Computational biology involves the development and application of data-analytical and theoretical methods, mathematical modeling and computational simulation techniques to the study of biological, ecological, behavioral, and social systems. The field is broadly defined and includes foundations in biology, applied mathematics, statistics, biochemistry, chemistry, biophysics, molecular biology, genetics, genomics, computer science, and evolution.
Computational biology has assisted the field of evolutionary biology in many capacities. This includes:
Using DNA data to reconstruct the tree of life with computational phylogenetics
Fitting population genetics models (either forward time or backward time) to DNA data to make inferences about demographic or selective history
Building population genetics models of evolutionary systems from first principles in order to predict what is likely to evolve.
Computational evolutionary biology (or computational evolution) is the study of evolutionary biology using computers. This makes it a fuzzy sub-discipline of computational biology, overlapping with bioinformatics and computational genomics. It is not evolutionary computation, evolutionary programming or evolutionary algorithms, all of which apply evolutionary principles to optimization problems outside biology. Evolutionary computation is the area of computer science and engineering that concerns itself with algorithms derived from formalizing natural evolution. This is part of a larger effort to draw inspiration from biological systems for computational purposes. Evolutionary computation methods have been used to solve optimization problems, to model systems, and to recognize patterns among other application tasks. Due to their reliance on stochasticity, they are characterized as heuristic search methods. The main features of evolutionary computation methods are their reliance on populations of searchers, the stochasticity of the search processes through mutation and recombination operations, and the application of relative strength as their selection criterion.
The methods involved in computational evolutionary biology are diverse. They include:
Bioinformatics algorithms for clustering, tree-building, sequence alignment, machine learning etc. that mine and analyze large-scale data. Their uses include:
building phylogenetic trees to discover evolutionary relationships between species
deciphering the evolutionary history of specific genes and traits
studying the rate of evolution and selection pressures on particular genes
address fundamental evolutionary questions from an empirical perspective
Numerical simulations such as individual-based models, agent-based models, and spatially explicit models. These are used to:
explore evolutionary dynamics of species and their interactions
predict evolutionary events such as speciation and extinction
support mathematical models of complex phenomena, such as individual development and cooperation in groups
link the predictions of idealized mathematical models with behavior of real systems, such as the evolution of bacterial drug resistance and long-term behaviour of epidemics
Artificial life explores the foundations of biology as a computational phenomenon by creating algorithms that evolve freely within an environment specified by the programmer. Examples include Tierra and Avida, cellular automata and evolving neural nets.
A key driver of evolvability is the widespread modularity of biological networks, their organization as functional, sparsely connected subunits but there is no consensus regarding why modularity itself evolved.
While most hypotheses assume indirect selection for evolvability. Experiments with selection pressures to maximize network performance and minimize connection costs yield networks that are significantly more modular and more evolvable than control experiments that only select for performance.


◆ WORK ITEM ◆
Starting at the top line and ending at the bottom one, repeat the entries exactly and drop every picture.

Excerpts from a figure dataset
——

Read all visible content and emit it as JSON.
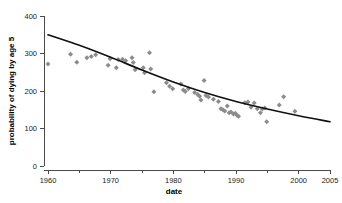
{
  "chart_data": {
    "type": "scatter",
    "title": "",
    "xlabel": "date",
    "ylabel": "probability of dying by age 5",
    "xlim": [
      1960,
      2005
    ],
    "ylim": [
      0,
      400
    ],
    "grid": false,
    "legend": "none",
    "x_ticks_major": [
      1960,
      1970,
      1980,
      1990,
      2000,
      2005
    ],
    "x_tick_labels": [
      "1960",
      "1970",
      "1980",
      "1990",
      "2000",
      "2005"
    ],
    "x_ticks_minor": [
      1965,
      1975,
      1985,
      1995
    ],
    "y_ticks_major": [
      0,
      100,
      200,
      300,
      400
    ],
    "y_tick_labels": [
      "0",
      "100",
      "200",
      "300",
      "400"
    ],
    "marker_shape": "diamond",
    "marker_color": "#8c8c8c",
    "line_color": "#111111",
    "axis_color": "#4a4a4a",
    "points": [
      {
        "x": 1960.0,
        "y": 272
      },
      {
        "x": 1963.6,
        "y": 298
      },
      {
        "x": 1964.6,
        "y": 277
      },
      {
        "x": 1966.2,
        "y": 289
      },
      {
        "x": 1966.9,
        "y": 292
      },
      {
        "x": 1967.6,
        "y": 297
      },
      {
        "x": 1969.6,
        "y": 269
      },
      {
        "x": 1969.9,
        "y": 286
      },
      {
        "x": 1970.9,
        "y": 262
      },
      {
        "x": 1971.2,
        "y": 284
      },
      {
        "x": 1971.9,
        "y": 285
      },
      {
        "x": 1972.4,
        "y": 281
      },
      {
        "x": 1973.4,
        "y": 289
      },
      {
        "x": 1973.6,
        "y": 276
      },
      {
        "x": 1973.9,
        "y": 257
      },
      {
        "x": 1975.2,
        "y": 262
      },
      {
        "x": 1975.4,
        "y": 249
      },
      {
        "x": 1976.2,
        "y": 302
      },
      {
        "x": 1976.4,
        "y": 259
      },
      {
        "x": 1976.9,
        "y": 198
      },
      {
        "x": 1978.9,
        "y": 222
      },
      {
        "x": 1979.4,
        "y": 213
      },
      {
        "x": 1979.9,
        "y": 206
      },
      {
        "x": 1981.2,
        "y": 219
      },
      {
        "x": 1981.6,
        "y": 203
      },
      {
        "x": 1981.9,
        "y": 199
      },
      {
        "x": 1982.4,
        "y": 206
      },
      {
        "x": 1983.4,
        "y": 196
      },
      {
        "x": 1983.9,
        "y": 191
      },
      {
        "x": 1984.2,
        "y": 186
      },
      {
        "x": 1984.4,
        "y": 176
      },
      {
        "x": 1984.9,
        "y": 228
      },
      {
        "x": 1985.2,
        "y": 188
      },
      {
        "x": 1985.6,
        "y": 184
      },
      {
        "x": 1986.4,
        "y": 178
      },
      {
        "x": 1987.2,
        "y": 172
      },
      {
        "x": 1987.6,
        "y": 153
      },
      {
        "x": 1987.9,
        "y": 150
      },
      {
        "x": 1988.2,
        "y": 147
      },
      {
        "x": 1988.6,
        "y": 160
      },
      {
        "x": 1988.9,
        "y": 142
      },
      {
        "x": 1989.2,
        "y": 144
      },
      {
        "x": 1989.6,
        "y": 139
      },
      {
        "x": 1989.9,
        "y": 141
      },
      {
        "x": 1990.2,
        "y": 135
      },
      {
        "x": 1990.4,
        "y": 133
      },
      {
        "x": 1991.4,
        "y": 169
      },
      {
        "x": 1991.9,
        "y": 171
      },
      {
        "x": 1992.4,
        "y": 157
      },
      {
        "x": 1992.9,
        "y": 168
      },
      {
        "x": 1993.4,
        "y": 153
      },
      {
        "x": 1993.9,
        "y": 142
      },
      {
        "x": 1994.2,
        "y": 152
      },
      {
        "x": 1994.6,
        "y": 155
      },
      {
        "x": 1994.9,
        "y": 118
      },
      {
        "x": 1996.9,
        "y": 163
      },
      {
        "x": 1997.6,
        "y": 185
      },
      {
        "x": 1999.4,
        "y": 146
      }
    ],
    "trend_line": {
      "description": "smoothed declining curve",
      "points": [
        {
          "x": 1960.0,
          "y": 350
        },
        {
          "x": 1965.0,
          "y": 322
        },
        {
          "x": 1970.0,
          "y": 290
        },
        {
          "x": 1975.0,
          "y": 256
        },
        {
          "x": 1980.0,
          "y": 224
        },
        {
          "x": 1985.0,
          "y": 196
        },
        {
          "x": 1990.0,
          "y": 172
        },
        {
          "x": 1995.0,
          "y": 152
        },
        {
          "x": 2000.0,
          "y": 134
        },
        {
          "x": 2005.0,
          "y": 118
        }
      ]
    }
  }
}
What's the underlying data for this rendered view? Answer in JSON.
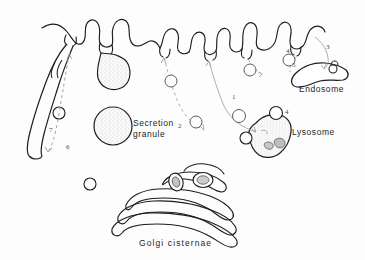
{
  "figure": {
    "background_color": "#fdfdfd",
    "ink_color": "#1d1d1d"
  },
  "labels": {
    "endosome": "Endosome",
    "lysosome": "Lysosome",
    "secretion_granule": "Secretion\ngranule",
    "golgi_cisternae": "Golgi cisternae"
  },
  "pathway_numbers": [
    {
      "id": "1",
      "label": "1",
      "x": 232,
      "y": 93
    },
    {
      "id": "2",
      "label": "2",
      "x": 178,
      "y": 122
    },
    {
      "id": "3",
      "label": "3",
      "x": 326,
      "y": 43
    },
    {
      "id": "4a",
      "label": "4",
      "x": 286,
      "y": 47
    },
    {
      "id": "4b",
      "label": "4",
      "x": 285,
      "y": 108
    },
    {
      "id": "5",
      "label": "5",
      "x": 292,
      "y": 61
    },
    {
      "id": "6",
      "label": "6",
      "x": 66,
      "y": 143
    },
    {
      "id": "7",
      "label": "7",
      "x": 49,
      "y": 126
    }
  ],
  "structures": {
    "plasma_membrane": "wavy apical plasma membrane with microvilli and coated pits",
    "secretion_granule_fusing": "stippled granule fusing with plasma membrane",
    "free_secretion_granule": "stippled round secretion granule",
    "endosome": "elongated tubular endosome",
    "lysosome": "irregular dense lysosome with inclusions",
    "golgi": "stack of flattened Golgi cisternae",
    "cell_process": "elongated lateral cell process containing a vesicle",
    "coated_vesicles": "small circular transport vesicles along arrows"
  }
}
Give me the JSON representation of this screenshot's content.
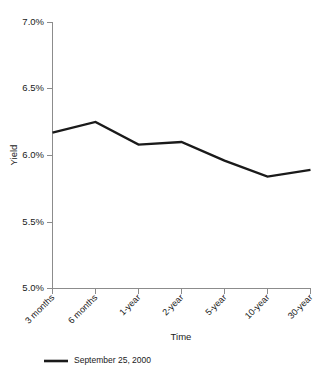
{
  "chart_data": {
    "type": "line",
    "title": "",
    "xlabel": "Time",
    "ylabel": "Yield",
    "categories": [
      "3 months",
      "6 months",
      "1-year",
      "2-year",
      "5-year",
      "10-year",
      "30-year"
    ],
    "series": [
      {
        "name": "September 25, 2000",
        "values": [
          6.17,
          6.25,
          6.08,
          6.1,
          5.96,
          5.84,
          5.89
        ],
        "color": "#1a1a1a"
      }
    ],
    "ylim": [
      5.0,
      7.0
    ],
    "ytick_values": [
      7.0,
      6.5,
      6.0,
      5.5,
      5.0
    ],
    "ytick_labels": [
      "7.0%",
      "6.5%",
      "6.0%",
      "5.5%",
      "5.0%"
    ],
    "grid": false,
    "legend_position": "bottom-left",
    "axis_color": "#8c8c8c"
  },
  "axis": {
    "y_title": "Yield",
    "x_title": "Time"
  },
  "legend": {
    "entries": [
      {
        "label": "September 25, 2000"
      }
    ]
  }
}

——

◆ REPLY TO THE TASK ◆
Read all visible content and emit it as JSON.
{
  "chart_data": {
    "type": "scatter",
    "title": "",
    "xlabel": "date",
    "ylabel": "probability of dying by age 5",
    "xlim": [
      1960,
      2005
    ],
    "ylim": [
      0,
      400
    ],
    "grid": false,
    "legend": "none",
    "x_ticks_major": [
      1960,
      1970,
      1980,
      1990,
      2000,
      2005
    ],
    "x_tick_labels": [
      "1960",
      "1970",
      "1980",
      "1990",
      "2000",
      "2005"
    ],
    "x_ticks_minor": [
      1965,
      1975,
      1985,
      1995
    ],
    "y_ticks_major": [
      0,
      100,
      200,
      300,
      400
    ],
    "y_tick_labels": [
      "0",
      "100",
      "200",
      "300",
      "400"
    ],
    "marker_shape": "diamond",
    "marker_color": "#8c8c8c",
    "line_color": "#111111",
    "axis_color": "#4a4a4a",
    "points": [
      {
        "x": 1960.0,
        "y": 272
      },
      {
        "x": 1963.6,
        "y": 298
      },
      {
        "x": 1964.6,
        "y": 277
      },
      {
        "x": 1966.2,
        "y": 289
      },
      {
        "x": 1966.9,
        "y": 292
      },
      {
        "x": 1967.6,
        "y": 297
      },
      {
        "x": 1969.6,
        "y": 269
      },
      {
        "x": 1969.9,
        "y": 286
      },
      {
        "x": 1970.9,
        "y": 262
      },
      {
        "x": 1971.2,
        "y": 284
      },
      {
        "x": 1971.9,
        "y": 285
      },
      {
        "x": 1972.4,
        "y": 281
      },
      {
        "x": 1973.4,
        "y": 289
      },
      {
        "x": 1973.6,
        "y": 276
      },
      {
        "x": 1973.9,
        "y": 257
      },
      {
        "x": 1975.2,
        "y": 262
      },
      {
        "x": 1975.4,
        "y": 249
      },
      {
        "x": 1976.2,
        "y": 302
      },
      {
        "x": 1976.4,
        "y": 259
      },
      {
        "x": 1976.9,
        "y": 198
      },
      {
        "x": 1978.9,
        "y": 222
      },
      {
        "x": 1979.4,
        "y": 213
      },
      {
        "x": 1979.9,
        "y": 206
      },
      {
        "x": 1981.2,
        "y": 219
      },
      {
        "x": 1981.6,
        "y": 203
      },
      {
        "x": 1981.9,
        "y": 199
      },
      {
        "x": 1982.4,
        "y": 206
      },
      {
        "x": 1983.4,
        "y": 196
      },
      {
        "x": 1983.9,
        "y": 191
      },
      {
        "x": 1984.2,
        "y": 186
      },
      {
        "x": 1984.4,
        "y": 176
      },
      {
        "x": 1984.9,
        "y": 228
      },
      {
        "x": 1985.2,
        "y": 188
      },
      {
        "x": 1985.6,
        "y": 184
      },
      {
        "x": 1986.4,
        "y": 178
      },
      {
        "x": 1987.2,
        "y": 172
      },
      {
        "x": 1987.6,
        "y": 153
      },
      {
        "x": 1987.9,
        "y": 150
      },
      {
        "x": 1988.2,
        "y": 147
      },
      {
        "x": 1988.6,
        "y": 160
      },
      {
        "x": 1988.9,
        "y": 142
      },
      {
        "x": 1989.2,
        "y": 144
      },
      {
        "x": 1989.6,
        "y": 139
      },
      {
        "x": 1989.9,
        "y": 141
      },
      {
        "x": 1990.2,
        "y": 135
      },
      {
        "x": 1990.4,
        "y": 133
      },
      {
        "x": 1991.4,
        "y": 169
      },
      {
        "x": 1991.9,
        "y": 171
      },
      {
        "x": 1992.4,
        "y": 157
      },
      {
        "x": 1992.9,
        "y": 168
      },
      {
        "x": 1993.4,
        "y": 153
      },
      {
        "x": 1993.9,
        "y": 142
      },
      {
        "x": 1994.2,
        "y": 152
      },
      {
        "x": 1994.6,
        "y": 155
      },
      {
        "x": 1994.9,
        "y": 118
      },
      {
        "x": 1996.9,
        "y": 163
      },
      {
        "x": 1997.6,
        "y": 185
      },
      {
        "x": 1999.4,
        "y": 146
      }
    ],
    "trend_line": {
      "description": "smoothed declining curve",
      "points": [
        {
          "x": 1960.0,
          "y": 350
        },
        {
          "x": 1965.0,
          "y": 322
        },
        {
          "x": 1970.0,
          "y": 290
        },
        {
          "x": 1975.0,
          "y": 256
        },
        {
          "x": 1980.0,
          "y": 224
        },
        {
          "x": 1985.0,
          "y": 196
        },
        {
          "x": 1990.0,
          "y": 172
        },
        {
          "x": 1995.0,
          "y": 152
        },
        {
          "x": 2000.0,
          "y": 134
        },
        {
          "x": 2005.0,
          "y": 118
        }
      ]
    }
  }
}
What's the underlying data for this rendered view? Answer in JSON.
{
  "figure": {
    "background_color": "#fdfdfd",
    "ink_color": "#1d1d1d"
  },
  "labels": {
    "endosome": "Endosome",
    "lysosome": "Lysosome",
    "secretion_granule": "Secretion\ngranule",
    "golgi_cisternae": "Golgi cisternae"
  },
  "pathway_numbers": [
    {
      "id": "1",
      "label": "1",
      "x": 232,
      "y": 93
    },
    {
      "id": "2",
      "label": "2",
      "x": 178,
      "y": 122
    },
    {
      "id": "3",
      "label": "3",
      "x": 326,
      "y": 43
    },
    {
      "id": "4a",
      "label": "4",
      "x": 286,
      "y": 47
    },
    {
      "id": "4b",
      "label": "4",
      "x": 285,
      "y": 108
    },
    {
      "id": "5",
      "label": "5",
      "x": 292,
      "y": 61
    },
    {
      "id": "6",
      "label": "6",
      "x": 66,
      "y": 143
    },
    {
      "id": "7",
      "label": "7",
      "x": 49,
      "y": 126
    }
  ],
  "structures": {
    "plasma_membrane": "wavy apical plasma membrane with microvilli and coated pits",
    "secretion_granule_fusing": "stippled granule fusing with plasma membrane",
    "free_secretion_granule": "stippled round secretion granule",
    "endosome": "elongated tubular endosome",
    "lysosome": "irregular dense lysosome with inclusions",
    "golgi": "stack of flattened Golgi cisternae",
    "cell_process": "elongated lateral cell process containing a vesicle",
    "coated_vesicles": "small circular transport vesicles along arrows"
  }
}
Give me the JSON representation of this screenshot's content.
{
  "chart_data": {
    "type": "line",
    "title": "",
    "xlabel": "Time",
    "ylabel": "Yield",
    "categories": [
      "3 months",
      "6 months",
      "1-year",
      "2-year",
      "5-year",
      "10-year",
      "30-year"
    ],
    "series": [
      {
        "name": "September 25, 2000",
        "values": [
          6.17,
          6.25,
          6.08,
          6.1,
          5.96,
          5.84,
          5.89
        ],
        "color": "#1a1a1a"
      }
    ],
    "ylim": [
      5.0,
      7.0
    ],
    "ytick_values": [
      7.0,
      6.5,
      6.0,
      5.5,
      5.0
    ],
    "ytick_labels": [
      "7.0%",
      "6.5%",
      "6.0%",
      "5.5%",
      "5.0%"
    ],
    "grid": false,
    "legend_position": "bottom-left",
    "axis_color": "#8c8c8c"
  },
  "axis": {
    "y_title": "Yield",
    "x_title": "Time"
  },
  "legend": {
    "entries": [
      {
        "label": "September 25, 2000"
      }
    ]
  }
}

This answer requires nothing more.